A: I think you need a combination of things and not just industry experience any more. As a matter of fact, I think that's a handicap.

I think you have to be a little bit, I will call it bilingual, not in the literal sense, but you have to be able to speak operations and have some operations experience, be that in transportation, the DC, or somewhere else. You need that street credibility to work well with the group that runs the supply chain, to be able to speak their language.

You also have to be able to speak the language of finance because at the end of the day, that's the language of business, right? That's what sells, if you will, at the CFO, CEO level.

You also have to be able to speak technology because technology is probably the key enabler when it comes to getting supply chain performance where it needs to be. So the supply chain executive, I think, now needs to speak all those languages to be competitive.

Q: Let's take a look at the horizon. What's next for the supply chain?
A: I do think robotics are going to expand considerably. We talk about them most often for a new-built facility, right? I think they're at the point now where they are flexible enough and cheap enough where you can justify investing in them to run critical parts of your business. They have been in manufacturing for years, but in supply chain, they just haven't been cost effective until now.

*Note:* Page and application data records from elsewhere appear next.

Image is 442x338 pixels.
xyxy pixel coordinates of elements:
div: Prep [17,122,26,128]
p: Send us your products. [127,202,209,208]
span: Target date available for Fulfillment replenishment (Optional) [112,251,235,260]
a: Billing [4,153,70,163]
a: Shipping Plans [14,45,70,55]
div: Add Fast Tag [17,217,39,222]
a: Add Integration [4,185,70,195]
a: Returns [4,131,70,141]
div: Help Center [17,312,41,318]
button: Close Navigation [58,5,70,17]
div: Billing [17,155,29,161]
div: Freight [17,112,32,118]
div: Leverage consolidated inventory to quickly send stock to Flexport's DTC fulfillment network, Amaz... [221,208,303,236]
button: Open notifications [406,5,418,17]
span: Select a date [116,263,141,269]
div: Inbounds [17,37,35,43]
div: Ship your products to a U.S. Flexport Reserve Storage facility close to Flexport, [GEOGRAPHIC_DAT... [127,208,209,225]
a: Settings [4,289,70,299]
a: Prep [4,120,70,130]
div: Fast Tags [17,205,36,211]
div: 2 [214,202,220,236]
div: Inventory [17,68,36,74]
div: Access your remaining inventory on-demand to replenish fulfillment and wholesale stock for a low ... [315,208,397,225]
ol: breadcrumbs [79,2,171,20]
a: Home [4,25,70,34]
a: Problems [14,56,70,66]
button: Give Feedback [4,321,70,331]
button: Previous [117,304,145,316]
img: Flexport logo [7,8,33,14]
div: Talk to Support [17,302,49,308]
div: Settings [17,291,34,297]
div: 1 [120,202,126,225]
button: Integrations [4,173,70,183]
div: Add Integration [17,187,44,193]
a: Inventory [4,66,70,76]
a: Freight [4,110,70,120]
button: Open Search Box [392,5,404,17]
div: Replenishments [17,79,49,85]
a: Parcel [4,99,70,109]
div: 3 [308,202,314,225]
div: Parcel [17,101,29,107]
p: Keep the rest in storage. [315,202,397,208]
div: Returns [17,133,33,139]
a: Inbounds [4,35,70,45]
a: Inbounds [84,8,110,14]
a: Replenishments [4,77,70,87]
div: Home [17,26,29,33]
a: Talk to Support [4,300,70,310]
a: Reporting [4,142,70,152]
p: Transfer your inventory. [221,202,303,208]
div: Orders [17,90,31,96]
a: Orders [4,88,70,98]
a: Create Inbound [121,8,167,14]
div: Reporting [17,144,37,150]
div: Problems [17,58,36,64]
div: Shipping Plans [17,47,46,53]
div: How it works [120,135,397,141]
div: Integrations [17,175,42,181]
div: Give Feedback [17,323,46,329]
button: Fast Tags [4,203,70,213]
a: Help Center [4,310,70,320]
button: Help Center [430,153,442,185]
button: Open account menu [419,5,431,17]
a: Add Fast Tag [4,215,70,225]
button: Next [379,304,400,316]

Second, I see a lot of potential in some of the technology out there that is not even necessarily supply chain-related—a lot of the things you see at Best Buy or in manufacturing or what have you. I think there is a lot of room for bolting together commercial off-the-shelf software or hardware with some kind of small software app in the middle, a little like we did at DHL—combine a Garmin with a GPS and a software package and together, they add up to more than the sum of the parts, if that makes sense.

Q: Yes, it does.
A: On the technology side, I think that's where the early bird gets the worm, so to speak. The people who figure that out—that it could be a whole lot cheaper to bolt together existing applications than to try to develop a proprietary system from scratch—will have the advantage over companies that don't think about that.